Miami Herald - November 23, 2005
Christine Dolen, cdolen@herald.com
But will the uninitiated turn out? And if they do, what will they make of characters who dodge traffic on a bike or dance on the subway, who cope with being HIV positive or with losing the ones they love, who embrace connection or run from it, all while singing Larson's rocking, plaintive, tender score?
Rent, which is closing in on a gross of half-a-billion dollars since it was born as a simple Off-Broadway musical almost 10 years ago, is a show beloved by its many hard-core fans, aka Rentheads. They should love the risk director Chris Columbus took in making a film so faithful to the original, and in the decision to let six of the eight original stars re-create their roles instead of handing the characters off to younger movie and rock superstars.
But Columbus' choices were risky, and how well this $40 million movie will do at the multiplex remains to be seen.
Unlike Chicago, the smash that helped revive the movie musical as a viable art form, Rent hasn't been reimagined so that its characters' singing is "justified" as fantasy or a performance. In Larson's world, people flirt, grieve, battle and transcend through song. If you can get past that convention and surrender to the La Bohme-inspired story, you'll get what the Rentheads love about it.
Columbus references the stage roots of Rent in the movie's opening, having the principal characters lined up onstage in an empty theater to sing Seasons of Love, that joyous anthem to making the 525,600 minutes in a year about savoring the lives and the love of friends.
Then the movie opens up, taking us to the gritty Lower East Side loft where two roommates, rock musician Roger (Adam Pascal) and filmmaker Mark (Anthony Rapp), struggle to make meaningful art as they cope with poverty, the loss of love and friends who are (as Roger is) living with HIV or dying of AIDS.
Their extended "family" includes a philosophy professor, Tom Collins (Jesse L. Martin, now of TV's Law & Order), and his new street-musician beau, a radiant transvestite named Angel (Tony Award winner Wilson Jermaine Heredia); Mark's ex, a bisexual performance artist named Maureen (Idina Menzel, who won her own Tony for Wicked), and her lawyer-girlfriend Joanne (Tracie Thoms); Mark and Roger's manipulative landlord (and former pal) Benny (Taye Diggs, the hunk from How Stella Got Her Groove Back); and the lithe, beautiful Mimi (Rosario Dawson), an S&M club dancer who lives downstairs, a 19-year-old who is into heroin and into Roger.
Some of the movie-elaborate scenes, such as Maureen's hilarious performance "protest" piece Over the Moon and the exploration of Mark and Joanne's exasperated rivalry in Tango: Maureen, enhance the storytelling. Others, like an elaborate commitment ceremony scene for Maureen and Joanne or Roger's decamping to scenic Santa Fe, feel like filler.
The things that paid off so powerfully onstage do so again in the movie: Mimi's sexy, playful deviousness as she sings Light My Candle to Roger; Collins' transformation of the joyous I'll Cover You into a song of mourning; Roger's passionate Your Eyes, sung to Mimi as she seems near death.
What is also most wonderful about the movie is the chance to hear Pascal, Diggs, Menzel, Heredia, Rapp and Martin sing Larson's music again, to know that these performances will be forever preserved in a way that ephemeral theater is not. It's sad that Daphne Rubin-Vega, the original Mimi, and Fredi Walker, the first Joanne, weren't part of this re-creation. But Dawson, with her movie cred, and Thoms mesh well with the original actors.
Those originals are (though they don't look it) 10 years older, of course, as is Rent itself. Our post-9/11 world is different from the one that Larson, who died suddenly from an aortic aneurysm before his show's first preview, explored in his best and final musical. But the show's themes -- acceptance of others, striving for authenticity, living in the moment, finding family -- are still abundantly relevant. And it is thrilling to hear those messages delivered by actors who have lived with them for so long.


## EXERCISE PROMPT
Of the entries below, copy only those lines that contain the word "student".
§ §
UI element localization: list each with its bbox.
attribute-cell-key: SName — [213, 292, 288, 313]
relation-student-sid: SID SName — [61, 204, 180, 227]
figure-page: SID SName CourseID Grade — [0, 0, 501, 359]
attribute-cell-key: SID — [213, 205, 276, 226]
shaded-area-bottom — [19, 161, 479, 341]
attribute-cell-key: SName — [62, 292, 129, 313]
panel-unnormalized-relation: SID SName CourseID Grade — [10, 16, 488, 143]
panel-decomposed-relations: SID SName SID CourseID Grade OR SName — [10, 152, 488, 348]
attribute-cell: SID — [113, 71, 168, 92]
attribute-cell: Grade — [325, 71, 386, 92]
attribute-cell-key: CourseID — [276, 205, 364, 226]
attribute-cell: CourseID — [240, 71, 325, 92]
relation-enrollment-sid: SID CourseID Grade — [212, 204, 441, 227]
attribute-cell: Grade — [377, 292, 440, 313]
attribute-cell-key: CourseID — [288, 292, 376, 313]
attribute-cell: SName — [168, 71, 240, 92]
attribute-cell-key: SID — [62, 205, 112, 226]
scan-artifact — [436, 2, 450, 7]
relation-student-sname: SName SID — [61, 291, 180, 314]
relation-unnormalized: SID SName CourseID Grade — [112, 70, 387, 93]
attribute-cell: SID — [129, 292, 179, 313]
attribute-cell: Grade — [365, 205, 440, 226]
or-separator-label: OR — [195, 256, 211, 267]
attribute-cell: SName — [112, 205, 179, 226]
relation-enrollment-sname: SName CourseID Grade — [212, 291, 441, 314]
§ §
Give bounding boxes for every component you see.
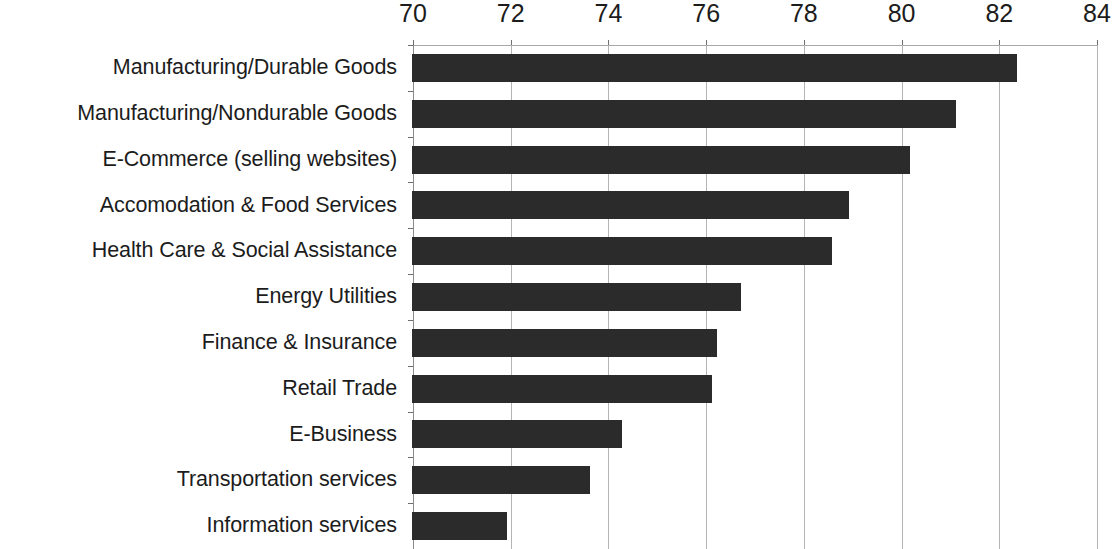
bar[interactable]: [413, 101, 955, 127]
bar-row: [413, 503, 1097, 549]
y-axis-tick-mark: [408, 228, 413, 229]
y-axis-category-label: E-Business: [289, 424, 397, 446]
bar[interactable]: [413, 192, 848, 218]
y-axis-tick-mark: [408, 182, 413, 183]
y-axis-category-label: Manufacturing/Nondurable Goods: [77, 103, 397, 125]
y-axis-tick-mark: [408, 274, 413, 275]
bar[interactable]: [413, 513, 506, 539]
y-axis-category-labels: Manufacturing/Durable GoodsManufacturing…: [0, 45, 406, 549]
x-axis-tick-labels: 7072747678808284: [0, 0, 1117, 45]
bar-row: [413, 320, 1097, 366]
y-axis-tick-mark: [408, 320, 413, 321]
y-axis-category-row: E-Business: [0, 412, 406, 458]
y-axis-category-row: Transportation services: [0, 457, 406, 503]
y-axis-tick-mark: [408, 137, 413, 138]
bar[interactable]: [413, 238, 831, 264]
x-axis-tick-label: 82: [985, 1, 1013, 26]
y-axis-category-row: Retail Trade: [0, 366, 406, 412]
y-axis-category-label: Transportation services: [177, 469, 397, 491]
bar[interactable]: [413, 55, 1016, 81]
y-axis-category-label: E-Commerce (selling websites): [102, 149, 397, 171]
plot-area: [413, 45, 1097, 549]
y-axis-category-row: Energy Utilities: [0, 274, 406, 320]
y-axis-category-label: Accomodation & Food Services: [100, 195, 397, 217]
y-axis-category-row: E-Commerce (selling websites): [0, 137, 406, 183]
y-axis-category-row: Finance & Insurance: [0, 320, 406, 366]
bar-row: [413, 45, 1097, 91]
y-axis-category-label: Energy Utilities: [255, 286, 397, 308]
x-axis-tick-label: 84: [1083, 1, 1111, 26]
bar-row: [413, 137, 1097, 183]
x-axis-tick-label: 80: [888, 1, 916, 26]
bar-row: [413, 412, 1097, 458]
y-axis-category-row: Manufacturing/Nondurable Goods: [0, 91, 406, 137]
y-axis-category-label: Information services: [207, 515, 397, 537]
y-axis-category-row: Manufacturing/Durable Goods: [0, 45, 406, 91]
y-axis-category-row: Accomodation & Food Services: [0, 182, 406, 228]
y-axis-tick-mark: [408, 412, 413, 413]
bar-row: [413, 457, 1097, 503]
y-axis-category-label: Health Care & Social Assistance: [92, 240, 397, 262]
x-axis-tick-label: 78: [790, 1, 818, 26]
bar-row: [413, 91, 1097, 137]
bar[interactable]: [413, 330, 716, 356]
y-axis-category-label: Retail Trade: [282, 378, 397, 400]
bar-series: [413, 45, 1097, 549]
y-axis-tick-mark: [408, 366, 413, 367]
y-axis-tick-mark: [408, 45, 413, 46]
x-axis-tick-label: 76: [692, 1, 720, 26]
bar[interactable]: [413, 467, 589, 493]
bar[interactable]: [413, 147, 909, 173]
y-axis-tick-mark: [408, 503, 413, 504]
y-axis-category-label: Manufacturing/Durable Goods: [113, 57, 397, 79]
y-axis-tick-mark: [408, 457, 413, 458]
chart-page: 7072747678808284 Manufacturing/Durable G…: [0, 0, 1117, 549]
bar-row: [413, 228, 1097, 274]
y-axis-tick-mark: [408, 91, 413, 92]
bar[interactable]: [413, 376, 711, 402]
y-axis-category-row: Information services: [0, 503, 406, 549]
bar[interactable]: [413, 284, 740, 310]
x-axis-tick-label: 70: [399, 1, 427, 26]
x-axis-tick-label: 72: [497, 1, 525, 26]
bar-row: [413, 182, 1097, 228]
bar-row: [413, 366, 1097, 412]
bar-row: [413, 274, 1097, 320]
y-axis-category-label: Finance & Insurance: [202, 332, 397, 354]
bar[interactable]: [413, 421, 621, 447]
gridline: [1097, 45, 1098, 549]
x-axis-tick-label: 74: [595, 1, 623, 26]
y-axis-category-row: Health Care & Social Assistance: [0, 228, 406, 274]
§ §
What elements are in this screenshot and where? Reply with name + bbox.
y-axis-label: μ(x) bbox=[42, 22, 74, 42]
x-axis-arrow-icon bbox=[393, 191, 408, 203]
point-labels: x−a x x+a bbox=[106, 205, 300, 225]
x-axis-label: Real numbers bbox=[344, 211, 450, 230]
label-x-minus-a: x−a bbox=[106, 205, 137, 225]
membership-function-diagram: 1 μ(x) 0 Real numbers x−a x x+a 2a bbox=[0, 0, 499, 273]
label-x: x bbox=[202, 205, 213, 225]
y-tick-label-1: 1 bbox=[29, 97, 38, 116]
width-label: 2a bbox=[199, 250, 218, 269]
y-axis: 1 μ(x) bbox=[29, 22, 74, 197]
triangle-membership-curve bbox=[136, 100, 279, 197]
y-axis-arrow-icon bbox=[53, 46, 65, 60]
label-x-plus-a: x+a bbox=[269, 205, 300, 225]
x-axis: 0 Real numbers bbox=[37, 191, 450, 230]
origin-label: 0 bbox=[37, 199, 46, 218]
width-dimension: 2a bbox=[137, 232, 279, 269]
§ §
## YOUR SOLUTION
relation-student-sid: SID SName — [61, 204, 180, 227]
relation-student-sname: SName SID — [61, 291, 180, 314]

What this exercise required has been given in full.